What’s the difference between a single moment and a single minute? If you were watching Wheel of Fortune last Thursday night, you know the answer—a trip to the Dominican Republic. A contestant shouted “minute,” and the correct answer was “moment.” His error cost him a trip to what some travel enthusiasts would describe as a trip to paradise.
When you read the New Testament, you will find Paul using the concept of time to impart some spiritual truth:
• Live life, then, with a due sense of responsibility, not as men who do not know the meaning and purpose of life but as those who do. Make the best use of your time, despite all the difficulties of these days. Don’t be vague but firmly grasp what you know to be the will of God. Don’t get your stimulus from wine (for there is always the danger of excessive drinking), but let the Spirit stimulate your souls. Express your joy in singing among yourselves psalms and hymns and spiritual songs, making music in your hearts for the ears of God! Thank God at all times for everything, in the name of our Lord Jesus Christ. And “fit in with” each other, because of your common reverence for Christ (Ephesians 5:15-21).”
• Therefore we do not despair, but even if our physical body is wearing away, our inner person is being renewed day by day. For our momentary, light suffering is producing for us an eternal weight of glory far beyond all comparison because we are not looking at what can be seen but at what cannot be seen. For what can be seen is temporary, but what cannot be seen is eternal (2 Corinthians 4:16-18).
• Listen, and I will tell you a secret. We shall not all die, but in a moment, in the twinkling of an eye, every one of us will be changed as the trumpet sounds! The trumpet will sound and the dead shall be raised beyond the reach of corruption, and we who are still alive shall suddenly be utterly changed. For this perishable nature of ours must be wrapped in imperishability, these bodies which are mortal must be wrapped in immortality. (I Corinthians 15:51-53).
The three verses above can be summarized by saying you are to live life with a sense of responsibility that is seen in the wise use of time; the momentary trials of your life are to be seen through an eternal perspective that compares them to the glory that is waiting for you in heaven; and, you are to look to the future with hope because your frail mortal body will be wrapped in immortality.
The difference between a minute and moment is so minute it doesn’t really matter. What does matter is what you do with the moments of your life today. The moment you take to consider your relationship with Jesus might just change the minutes of your eternity.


_Instructions for the task_
Copy out every line from the records that includes "content".

_Dataset entries_
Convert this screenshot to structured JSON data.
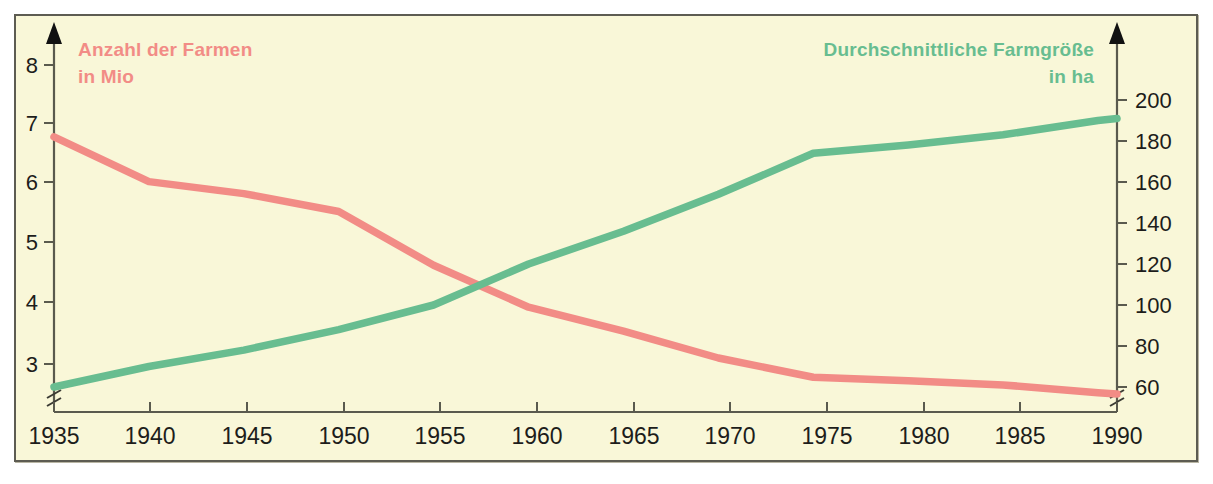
{
  "figure": {
    "background_color": "#f9f7d8",
    "frame_color": "#5d5c52"
  },
  "chart_data": {
    "type": "line",
    "title": "",
    "xlabel": "",
    "grid": false,
    "legend_position": "inline-axis-titles",
    "x": [
      1935,
      1940,
      1945,
      1950,
      1955,
      1960,
      1965,
      1970,
      1975,
      1980,
      1985,
      1990,
      1991
    ],
    "xlim": [
      1935,
      1991
    ],
    "xticks": [
      1935,
      1940,
      1945,
      1950,
      1955,
      1960,
      1965,
      1970,
      1975,
      1980,
      1985,
      1990
    ],
    "xtick_labels": [
      "1935",
      "1940",
      "1945",
      "1950",
      "1955",
      "1960",
      "1965",
      "1970",
      "1975",
      "1980",
      "1985",
      "1990"
    ],
    "axes": [
      {
        "id": "left",
        "label_line1": "Anzahl der Farmen",
        "label_line2": "in Mio",
        "color": "#f28c86",
        "ylim": [
          2.3,
          8.45
        ],
        "yticks": [
          3,
          4,
          5,
          6,
          7,
          8
        ],
        "ytick_labels": [
          "3",
          "4",
          "5",
          "6",
          "7",
          "8"
        ],
        "axis_break": true,
        "unit": "Mio"
      },
      {
        "id": "right",
        "label_line1": "Durchschnittliche Farmgröße",
        "label_line2": "in ha",
        "color": "#68bd90",
        "ylim": [
          48,
          212
        ],
        "yticks": [
          60,
          80,
          100,
          120,
          140,
          160,
          180,
          200
        ],
        "ytick_labels": [
          "60",
          "80",
          "100",
          "120",
          "140",
          "160",
          "180",
          "200"
        ],
        "axis_break": true,
        "unit": "ha"
      }
    ],
    "series": [
      {
        "name": "Anzahl der Farmen in Mio",
        "axis": "left",
        "color": "#f28c86",
        "values": [
          6.8,
          6.05,
          5.85,
          5.55,
          4.65,
          3.95,
          3.55,
          3.1,
          2.78,
          2.72,
          2.65,
          2.52,
          2.5
        ]
      },
      {
        "name": "Durchschnittliche Farmgröße in ha",
        "axis": "right",
        "color": "#68bd90",
        "values": [
          60,
          70,
          78,
          88,
          100,
          120,
          136,
          154,
          174,
          178,
          183,
          190,
          191
        ]
      }
    ]
  }
}
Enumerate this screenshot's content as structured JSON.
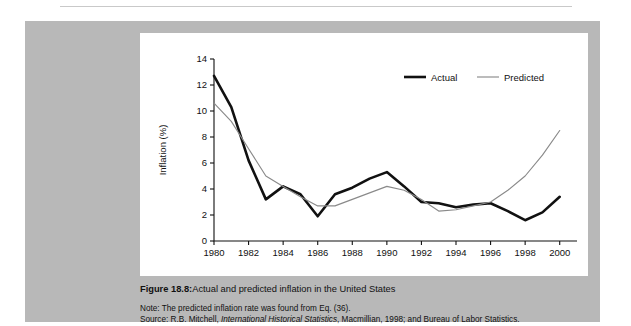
{
  "page": {
    "background_color": "#ffffff",
    "panel_color": "#b8b8b8",
    "card_color": "#ffffff"
  },
  "figure": {
    "label": "Figure 18.8:",
    "caption": "Actual and predicted inflation in the United States",
    "note_prefix": "Note:",
    "note_text": " The predicted inflation rate was found from Eq. (36).",
    "source_prefix": "Source:",
    "source_part1": " R.B. Mitchell, ",
    "source_italic": "International Historical Statistics",
    "source_part2": ", Macmillian, 1998; and Bureau of Labor Statistics."
  },
  "chart_data": {
    "type": "line",
    "title": "",
    "xlabel": "Year",
    "ylabel": "Inflation (%)",
    "xlim": [
      1980,
      2001
    ],
    "ylim": [
      0,
      14
    ],
    "xticks": [
      1980,
      1982,
      1984,
      1986,
      1988,
      1990,
      1992,
      1994,
      1996,
      1998,
      2000
    ],
    "yticks": [
      0,
      2,
      4,
      6,
      8,
      10,
      12,
      14
    ],
    "xtick_labels": [
      "1980",
      "1982",
      "1984",
      "1986",
      "1988",
      "1990",
      "1992",
      "1994",
      "1996",
      "1998",
      "2000"
    ],
    "ytick_labels": [
      "0",
      "2",
      "4",
      "6",
      "8",
      "10",
      "12",
      "14"
    ],
    "grid": false,
    "legend_position": "top-right",
    "x": [
      1980,
      1981,
      1982,
      1983,
      1984,
      1985,
      1986,
      1987,
      1988,
      1989,
      1990,
      1991,
      1992,
      1993,
      1994,
      1995,
      1996,
      1997,
      1998,
      1999,
      2000
    ],
    "series": [
      {
        "name": "Actual",
        "color": "#111111",
        "width": 2.6,
        "values": [
          12.7,
          10.3,
          6.2,
          3.2,
          4.2,
          3.6,
          1.9,
          3.6,
          4.1,
          4.8,
          5.3,
          4.2,
          3.0,
          2.9,
          2.6,
          2.8,
          2.9,
          2.3,
          1.6,
          2.2,
          3.4
        ]
      },
      {
        "name": "Predicted",
        "color": "#8a8a8a",
        "width": 1.15,
        "values": [
          10.6,
          9.2,
          7.1,
          5.0,
          4.2,
          3.4,
          2.7,
          2.7,
          3.2,
          3.7,
          4.2,
          3.9,
          3.2,
          2.3,
          2.4,
          2.7,
          3.0,
          3.9,
          5.0,
          6.6,
          8.5
        ]
      }
    ]
  },
  "legend": {
    "entries": [
      {
        "label": "Actual",
        "color": "#111111"
      },
      {
        "label": "Predicted",
        "color": "#8a8a8a"
      }
    ]
  }
}
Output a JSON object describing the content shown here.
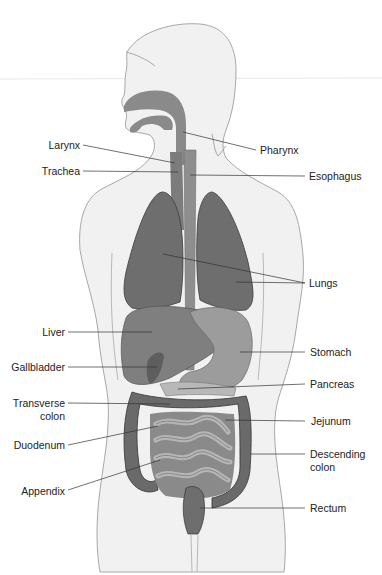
{
  "diagram": {
    "colors": {
      "background": "#ffffff",
      "body_fill": "#f1f1f1",
      "body_outline": "#a8a8a8",
      "airway": "#8a8a8a",
      "lungs": "#6e6e6e",
      "liver": "#7f7f7f",
      "stomach": "#9c9c9c",
      "intestine_light": "#a9a9a9",
      "intestine_dark": "#6a6a6a",
      "leader_line": "#333333",
      "label_text": "#222222"
    },
    "labels_left": [
      {
        "id": "larynx",
        "text": "Larynx"
      },
      {
        "id": "trachea",
        "text": "Trachea"
      },
      {
        "id": "liver",
        "text": "Liver"
      },
      {
        "id": "gallbladder",
        "text": "Gallbladder"
      },
      {
        "id": "transverse-colon",
        "line1": "Transverse",
        "line2": "colon"
      },
      {
        "id": "duodenum",
        "text": "Duodenum"
      },
      {
        "id": "appendix",
        "text": "Appendix"
      }
    ],
    "labels_right": [
      {
        "id": "pharynx",
        "text": "Pharynx"
      },
      {
        "id": "esophagus",
        "text": "Esophagus"
      },
      {
        "id": "lungs",
        "text": "Lungs"
      },
      {
        "id": "stomach",
        "text": "Stomach"
      },
      {
        "id": "pancreas",
        "text": "Pancreas"
      },
      {
        "id": "jejunum",
        "text": "Jejunum"
      },
      {
        "id": "descending-colon",
        "line1": "Descending",
        "line2": "colon"
      },
      {
        "id": "rectum",
        "text": "Rectum"
      }
    ]
  }
}
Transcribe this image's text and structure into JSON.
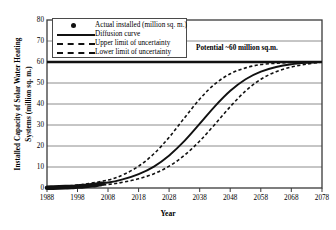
{
  "chart_data": {
    "type": "line",
    "title": "",
    "xlabel": "Year",
    "ylabel_line1": "Installed Capacity of Solar Water Heating",
    "ylabel_line2": "Systems (million sq. m.)",
    "xlim": [
      1988,
      2078
    ],
    "ylim": [
      0,
      80
    ],
    "xticks": [
      1988,
      1998,
      2008,
      2018,
      2028,
      2038,
      2048,
      2058,
      2068,
      2078
    ],
    "yticks": [
      0,
      10,
      20,
      30,
      40,
      50,
      60,
      70,
      80
    ],
    "grid": "horizontal",
    "legend_position": "top-left",
    "annotation": "Potential ~60 million sq.m.",
    "saturation_level": 60,
    "series": [
      {
        "name": "Actual installed (million sq. m.)",
        "style": "marker",
        "x": [
          1988,
          1990,
          1992,
          1994,
          1996,
          1998,
          2000,
          2002,
          2004,
          2005,
          2006
        ],
        "values": [
          0.1,
          0.2,
          0.3,
          0.4,
          0.5,
          0.7,
          0.9,
          1.2,
          1.5,
          1.8,
          2.0
        ]
      },
      {
        "name": "Diffusion curve",
        "style": "solid",
        "x": [
          1988,
          1998,
          2008,
          2013,
          2018,
          2023,
          2028,
          2033,
          2038,
          2043,
          2048,
          2053,
          2058,
          2063,
          2068,
          2073,
          2078
        ],
        "values": [
          0.3,
          1.0,
          2.6,
          4.2,
          6.6,
          10.2,
          15.5,
          22.4,
          30.6,
          39.0,
          46.3,
          51.8,
          55.4,
          57.6,
          58.9,
          59.6,
          60.0
        ]
      },
      {
        "name": "Upper limit of uncertainty",
        "style": "dashed",
        "x": [
          1988,
          1998,
          2008,
          2013,
          2018,
          2023,
          2028,
          2033,
          2038,
          2043,
          2048,
          2053,
          2058,
          2063,
          2068,
          2073,
          2078
        ],
        "values": [
          0.4,
          1.4,
          3.8,
          6.4,
          10.4,
          16.3,
          24.2,
          33.4,
          42.4,
          49.6,
          54.4,
          57.2,
          58.8,
          59.4,
          59.8,
          60.0,
          60.0
        ]
      },
      {
        "name": "Lower limit of uncertainty",
        "style": "dashed",
        "x": [
          1988,
          1998,
          2008,
          2013,
          2018,
          2023,
          2028,
          2033,
          2038,
          2043,
          2048,
          2053,
          2058,
          2063,
          2068,
          2073,
          2078
        ],
        "values": [
          0.2,
          0.6,
          1.7,
          2.8,
          4.4,
          6.8,
          10.4,
          15.6,
          22.4,
          30.4,
          38.8,
          46.2,
          51.8,
          55.4,
          57.6,
          59.0,
          60.0
        ]
      }
    ]
  },
  "axes": {
    "xtick_labels": [
      "1988",
      "1998",
      "2008",
      "2018",
      "2028",
      "2038",
      "2048",
      "2058",
      "2068",
      "2078"
    ],
    "ytick_labels": [
      "0",
      "10",
      "20",
      "30",
      "40",
      "50",
      "60",
      "70",
      "80"
    ],
    "xaxis_title": "Year",
    "yaxis_title_line1": "Installed Capacity of Solar Water Heating",
    "yaxis_title_line2": "Systems (million sq. m.)"
  },
  "legend": {
    "items": [
      {
        "label": "Actual installed (million sq. m.)",
        "key": "marker-dot"
      },
      {
        "label": "Diffusion curve",
        "key": "solid-line"
      },
      {
        "label": "Upper limit of uncertainty",
        "key": "dashed-line"
      },
      {
        "label": "Lower limit of uncertainty",
        "key": "dashed-line"
      }
    ]
  },
  "annotation": {
    "potential_text": "Potential ~60 million sq.m."
  },
  "colors": {
    "line": "#111111",
    "grid": "#8c8c8c",
    "axis": "#3a3a3a",
    "background": "#ffffff"
  }
}
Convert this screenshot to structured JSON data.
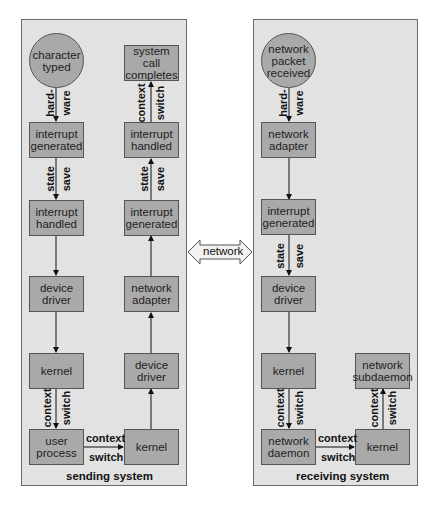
{
  "sending": {
    "caption": "sending system",
    "start": "character typed",
    "left": [
      "interrupt generated",
      "interrupt handled",
      "device driver",
      "kernel",
      "user process"
    ],
    "right": [
      "system call completes",
      "interrupt handled",
      "interrupt generated",
      "network adapter",
      "device driver",
      "kernel"
    ],
    "labels": {
      "hw1": "hard-",
      "hw2": "ware",
      "ss1": "state",
      "ss2": "save",
      "cs1": "context",
      "cs2": "switch",
      "rss1": "state",
      "rss2": "save",
      "rcs1": "context",
      "rcs2": "switch",
      "hcs1": "context",
      "hcs2": "switch"
    }
  },
  "network": {
    "label": "network"
  },
  "receiving": {
    "caption": "receiving system",
    "start": "network packet received",
    "left": [
      "network adapter",
      "interrupt generated",
      "device driver",
      "kernel",
      "network daemon"
    ],
    "right": [
      "network subdaemon",
      "kernel"
    ],
    "labels": {
      "hw1": "hard-",
      "hw2": "ware",
      "ss1": "state",
      "ss2": "save",
      "cs1": "context",
      "cs2": "switch",
      "rcs1": "context",
      "rcs2": "switch",
      "hcs1": "context",
      "hcs2": "switch"
    }
  },
  "colors": {
    "panel": "#e2e2e2",
    "box": "#a9a9a9",
    "border": "#555555"
  }
}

_Task output_
Enumerate this screenshot's content as structured JSON.
Output a JSON object describing the content shown here.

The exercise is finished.